▶ [What needs to be done]:
Look below for the line holding "Locate an element" and the line holding "Task: Click on". Transcribe exactly those lines and all lines between them, nothing more.

-*-

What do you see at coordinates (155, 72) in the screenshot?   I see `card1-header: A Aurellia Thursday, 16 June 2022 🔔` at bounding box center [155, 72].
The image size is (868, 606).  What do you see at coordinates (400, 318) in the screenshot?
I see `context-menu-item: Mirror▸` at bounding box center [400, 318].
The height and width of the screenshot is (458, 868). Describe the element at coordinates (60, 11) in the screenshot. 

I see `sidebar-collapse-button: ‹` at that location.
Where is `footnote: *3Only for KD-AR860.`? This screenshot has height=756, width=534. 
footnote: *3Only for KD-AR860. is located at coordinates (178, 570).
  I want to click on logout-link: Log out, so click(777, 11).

-*-

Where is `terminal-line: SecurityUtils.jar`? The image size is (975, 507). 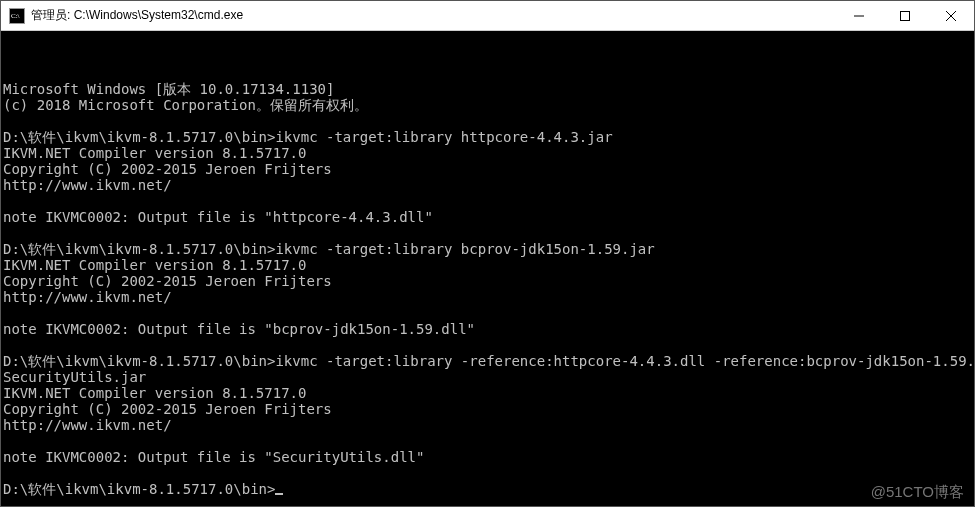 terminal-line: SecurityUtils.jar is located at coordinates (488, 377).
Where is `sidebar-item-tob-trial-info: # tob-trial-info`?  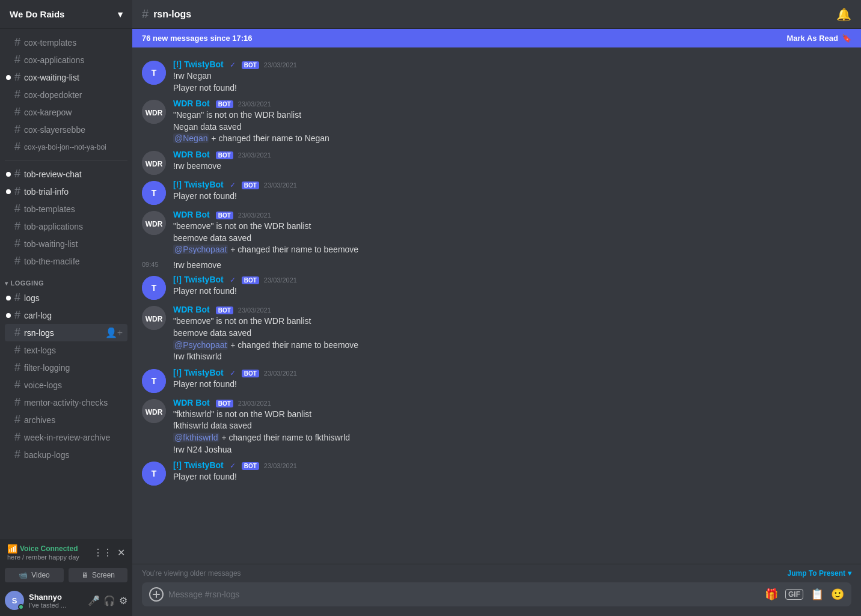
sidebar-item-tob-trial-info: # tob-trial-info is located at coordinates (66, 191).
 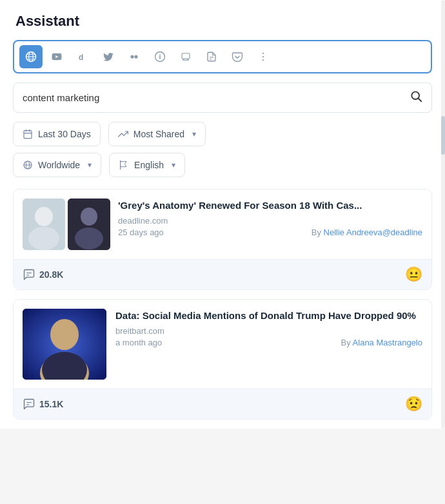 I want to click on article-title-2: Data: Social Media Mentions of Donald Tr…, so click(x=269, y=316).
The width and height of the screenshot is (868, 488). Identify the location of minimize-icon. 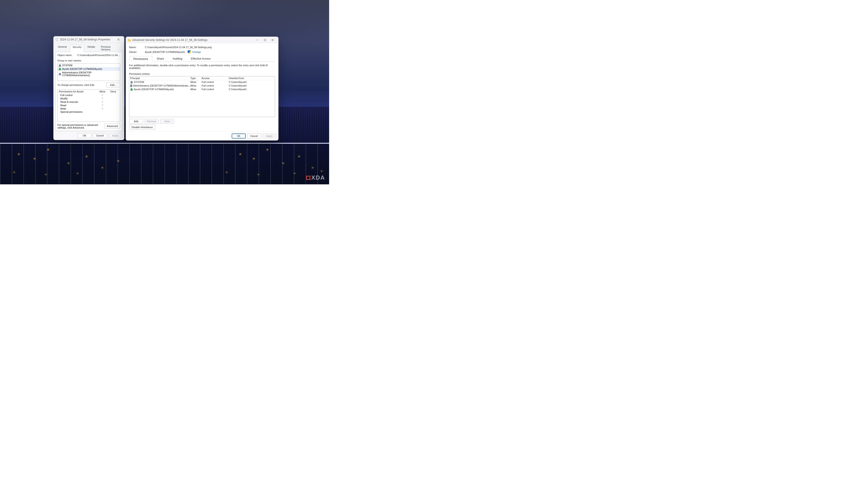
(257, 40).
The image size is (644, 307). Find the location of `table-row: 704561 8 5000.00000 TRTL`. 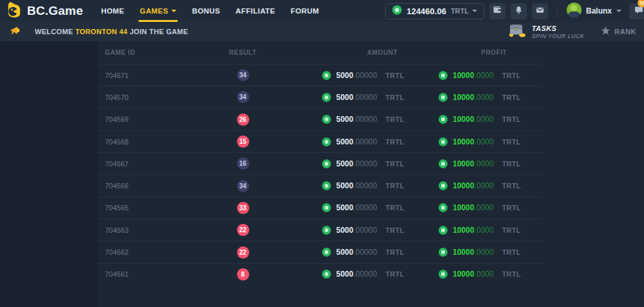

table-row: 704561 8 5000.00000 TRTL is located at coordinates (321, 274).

-*-

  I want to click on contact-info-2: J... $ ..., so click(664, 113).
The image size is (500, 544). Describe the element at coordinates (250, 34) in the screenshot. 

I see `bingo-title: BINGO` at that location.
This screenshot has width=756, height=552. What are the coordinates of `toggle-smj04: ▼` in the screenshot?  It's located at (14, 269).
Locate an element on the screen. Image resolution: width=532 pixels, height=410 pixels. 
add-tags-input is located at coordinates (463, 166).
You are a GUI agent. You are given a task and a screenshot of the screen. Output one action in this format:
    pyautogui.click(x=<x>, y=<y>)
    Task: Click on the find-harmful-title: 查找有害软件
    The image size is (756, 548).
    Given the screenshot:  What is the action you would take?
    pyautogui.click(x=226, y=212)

-*-

▶ [Response to the task]:
Locate an element on the screen. Image resolution: width=532 pixels, height=410 pixels. 
add-tags-input is located at coordinates (463, 166).
You are a GUI agent. You are given a task and a screenshot of the screen. Output one action in this format:
    pyautogui.click(x=<x>, y=<y>)
    Task: Click on the find-harmful-title: 查找有害软件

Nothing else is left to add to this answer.